Here is my implementation:
Promise = require('bluebird'),
download = require('download');
var methodNameToPromisify = ["download"];
function EventEmitterPromisifier(originalMethod) {
// return a function
return function promisified() {
var args = [].slice.call(arguments);
// Needed so that the original method can be called with the correct receiver
var self = this;
// which returns a promise
return new Promise(function(resolve, reject) {
// We call the originalMethod here because if it throws,
// it will reject the returned promise with the thrown error
var emitter = originalMethod.apply(self, args);
emitter
.on("response", function(data) {
resolve(data);
})
.on("data ", function(data) {
resolve(data);
})
.on("error", function(err) {
reject(err);
})
.on("close", function() {
resolve();
});
});
};
};
download = { download: download };
Promise.promisifyAll(download, {
filter: function(name) {
return methodNameToPromisify.indexOf(name) > -1;
},
promisifier: EventEmitterPromisifier
});
Then using it:
return download.downloadAsync(fileURL, copyTo, {});
My problem is that it doesn't download all of the files (I have a list sent to this function), what am I doing wrong?
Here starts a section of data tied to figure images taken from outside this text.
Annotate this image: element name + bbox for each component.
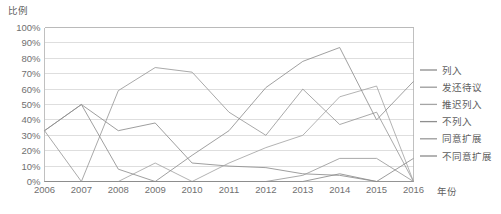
y-tick-label: 50% <box>21 99 41 110</box>
series-group <box>45 48 414 182</box>
legend-label: 推迟列入 <box>442 99 482 110</box>
chart-canvas: 0%10%20%30%40%50%60%70%80%90%100% 200620… <box>0 0 501 214</box>
y-tick-label: 80% <box>21 53 41 64</box>
legend-label: 不列入 <box>442 116 472 127</box>
y-tick-label: 90% <box>21 37 41 48</box>
series-line-3 <box>45 86 414 181</box>
x-axis-title: 年份 <box>437 186 457 197</box>
y-axis-tick-labels: 0%10%20%30%40%50%60%70%80%90%100% <box>16 22 41 187</box>
line-chart: 0%10%20%30%40%50%60%70%80%90%100% 200620… <box>0 0 501 214</box>
x-tick-label: 2009 <box>145 184 166 195</box>
legend-label: 列入 <box>442 65 462 76</box>
y-tick-label: 10% <box>21 161 41 172</box>
legend-label: 发还待议 <box>442 82 482 93</box>
x-tick-label: 2014 <box>329 184 350 195</box>
x-tick-label: 2016 <box>403 184 424 195</box>
legend-label: 同意扩展 <box>442 133 482 144</box>
x-tick-label: 2006 <box>34 184 55 195</box>
y-axis-title: 比例 <box>8 5 28 16</box>
x-axis-tick-labels: 2006200720082009201020112012201320142015… <box>34 184 424 195</box>
x-tick-label: 2011 <box>219 184 239 195</box>
y-tick-label: 60% <box>21 84 41 95</box>
x-tick-label: 2007 <box>71 184 92 195</box>
x-tick-label: 2013 <box>292 184 313 195</box>
chart-legend: 列入发还待议推迟列入不列入同意扩展不同意扩展 <box>420 65 492 162</box>
y-tick-label: 100% <box>16 22 41 33</box>
y-tick-label: 40% <box>21 114 41 125</box>
y-tick-label: 30% <box>21 130 41 141</box>
series-line-1 <box>45 105 414 182</box>
x-tick-label: 2010 <box>182 184 203 195</box>
x-tick-label: 2015 <box>366 184 387 195</box>
series-line-4 <box>45 48 414 182</box>
y-tick-label: 70% <box>21 68 41 79</box>
legend-label: 不同意扩展 <box>442 151 492 162</box>
y-tick-label: 20% <box>21 145 41 156</box>
x-tick-label: 2008 <box>108 184 129 195</box>
x-tick-label: 2012 <box>255 184 276 195</box>
series-line-6 <box>45 158 414 181</box>
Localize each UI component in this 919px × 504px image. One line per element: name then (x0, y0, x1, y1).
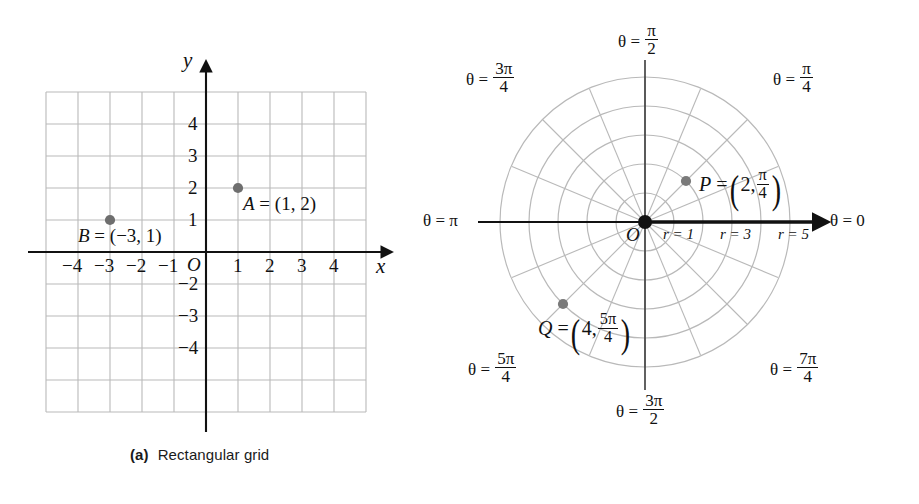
point-Q-label: Q =(4,5π4) (538, 311, 632, 346)
r-label-1: r = 1 (663, 226, 694, 243)
theta-frac-pi4-num: π (800, 60, 813, 77)
r-label-5: r = 5 (778, 226, 809, 243)
point-Q-eq: = (557, 317, 568, 339)
y-tick-1: 1 (188, 209, 198, 231)
point-Q-name: Q (538, 317, 552, 339)
x-tick--1: −1 (158, 255, 178, 277)
theta-symbol-3pi4: θ (466, 70, 474, 89)
theta-frac-pi2-num: π (645, 22, 658, 39)
figure-root: y x O −4 −3 −2 −1 1 2 3 4 4 3 2 1 −2 −3 … (0, 0, 919, 504)
x-tick-4: 4 (329, 255, 339, 277)
theta-label-3pi4: θ = 3π 4 (466, 60, 515, 96)
theta-frac-7pi4-num: 7π (797, 350, 818, 367)
point-A-name: A (243, 193, 255, 214)
r-label-3: r = 3 (720, 226, 751, 243)
theta-symbol-pi4: θ (773, 70, 781, 89)
point-B-name: B (78, 225, 90, 246)
point-P-comma: , (751, 173, 756, 195)
theta-label-7pi4: θ = 7π 4 (770, 350, 819, 386)
theta-value-pi: π (449, 211, 458, 230)
point-P-theta-den: 4 (757, 184, 769, 202)
point-B-marker (105, 215, 115, 225)
y-tick-2: 2 (188, 177, 198, 199)
point-P-r: 2 (741, 173, 751, 195)
point-P-eq: = (716, 173, 727, 195)
polar-grid-panel: O r = 1 r = 3 r = 5 θ = 0 θ = π 4 θ = (420, 0, 919, 504)
theta-frac-pi4-den: 4 (800, 77, 813, 95)
point-P-lparen: ( (729, 178, 738, 202)
x-tick-3: 3 (297, 255, 307, 277)
theta-eq-3pi4: = (478, 70, 488, 89)
theta-label-3pi2: θ = 3π 2 (616, 392, 665, 428)
theta-frac-7pi4: 7π 4 (797, 350, 818, 386)
theta-eq-0: = (842, 211, 852, 230)
theta-frac-5pi4: 5π 4 (495, 350, 516, 386)
theta-eq-pi: = (435, 211, 445, 230)
theta-frac-5pi4-num: 5π (495, 350, 516, 367)
theta-label-pi4: θ = π 4 (773, 60, 814, 96)
theta-symbol-3pi2: θ (616, 402, 624, 421)
theta-eq-5pi4: = (480, 360, 490, 379)
point-B-label: B = (−3, 1) (78, 225, 162, 247)
y-axis-label: y (183, 48, 192, 73)
y-tick--3: −3 (178, 305, 198, 327)
theta-frac-pi2: π 2 (645, 22, 658, 58)
y-tick--4: −4 (178, 337, 198, 359)
point-Q-lparen: ( (571, 322, 580, 346)
point-Q-rparen: ) (621, 322, 630, 346)
x-axis-label: x (376, 254, 385, 279)
theta-frac-3pi2: 3π 2 (643, 392, 664, 428)
point-Q-r: 4 (582, 317, 592, 339)
point-P-label: P =(2,π4) (699, 167, 783, 202)
point-Q-theta-den: 4 (598, 328, 618, 346)
point-P-theta: π4 (757, 167, 769, 201)
polar-origin-marker (638, 215, 652, 229)
theta-symbol-pi2: θ (618, 32, 626, 51)
x-tick-2: 2 (265, 255, 275, 277)
x-tick--3: −3 (94, 255, 114, 277)
theta-eq-pi4: = (785, 70, 795, 89)
theta-frac-5pi4-den: 4 (495, 367, 516, 385)
caption-a-tag: (a) (130, 446, 149, 463)
r-label-3-text: r = 3 (720, 226, 751, 242)
theta-label-5pi4: θ = 5π 4 (468, 350, 517, 386)
theta-frac-3pi4-num: 3π (493, 60, 514, 77)
rectangular-grid-panel: y x O −4 −3 −2 −1 1 2 3 4 4 3 2 1 −2 −3 … (0, 0, 440, 504)
y-tick-4: 4 (188, 113, 198, 135)
x-tick-1: 1 (233, 255, 243, 277)
theta-symbol-pi: θ (423, 211, 431, 230)
theta-label-pi: θ = π (423, 211, 458, 231)
theta-symbol-7pi4: θ (770, 360, 778, 379)
point-B-coords: = (−3, 1) (90, 225, 162, 246)
theta-label-0: θ = 0 (830, 211, 865, 231)
caption-rectangular: (a)Rectangular grid (130, 446, 269, 463)
point-Q-marker (558, 299, 568, 309)
point-Q-theta-num: 5π (598, 311, 618, 328)
y-tick--2: −2 (178, 273, 198, 295)
r-label-5-text: r = 5 (778, 226, 809, 242)
theta-frac-3pi4-den: 4 (493, 77, 514, 95)
theta-eq-7pi4: = (782, 360, 792, 379)
caption-a-text: Rectangular grid (158, 446, 270, 463)
point-P-name: P (699, 173, 711, 195)
theta-frac-3pi2-den: 2 (643, 409, 664, 427)
y-tick-3: 3 (188, 145, 198, 167)
theta-frac-3pi2-num: 3π (643, 392, 664, 409)
theta-frac-7pi4-den: 4 (797, 367, 818, 385)
theta-frac-pi4: π 4 (800, 60, 813, 96)
theta-symbol-5pi4: θ (468, 360, 476, 379)
point-P-rparen: ) (772, 178, 781, 202)
theta-frac-pi2-den: 2 (645, 39, 658, 57)
point-P-theta-num: π (757, 167, 769, 184)
x-tick--4: −4 (62, 255, 82, 277)
point-A-marker (233, 183, 243, 193)
rectangular-grid-svg (0, 0, 440, 440)
point-P-marker (681, 176, 691, 186)
theta-symbol-0: θ (830, 211, 838, 230)
x-tick--2: −2 (126, 255, 146, 277)
point-A-label: A = (1, 2) (243, 193, 316, 215)
theta-label-pi2: θ = π 2 (618, 22, 659, 58)
point-A-coords: = (1, 2) (255, 193, 316, 214)
theta-eq-3pi2: = (628, 402, 638, 421)
origin-label-polar: O (626, 224, 640, 246)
An emitter does emit multiple data events, one for every chunk it receives. However, a represents only one future value, in your case you want that to be the complete response.
resolve is supposed to be called only once, to fulfill the promise with the passed value, which is then settled. Further calls will have no effect - and that's why you get only the first parts of your list.
Instead, you will need to accumulate all the data, and when the stream ends you can fulfill the promise with all of it.
var Promise = require('bluebird'),
download = require('download'),
Buffer = require('buffer'); // should be global anyway
exports = {
downloadAsync: function promisifiedDownload() {
var args = arguments, self = this;
return new Promise(function(resolve, reject) {
// We call the originalMethod here because if it throws,
// it will reject the returned promise with the thrown error
var emitter = download.apply(self, args);
var buffers = [];
emitter.on("data", function(data) {
buffers.push(data);
}).on("error", function(err) {
reject(err);
}).on("close", function() {
resolve(Buffer.concat(buffers));
});
});
};
};
Notice it's quite nonsensical to use promisifyAll when you only want to promisify a single method. I've omitted it for simplicity
You might also listen for the incoming response object, and attach the data listener directly to it. You can then use the end event instead of close.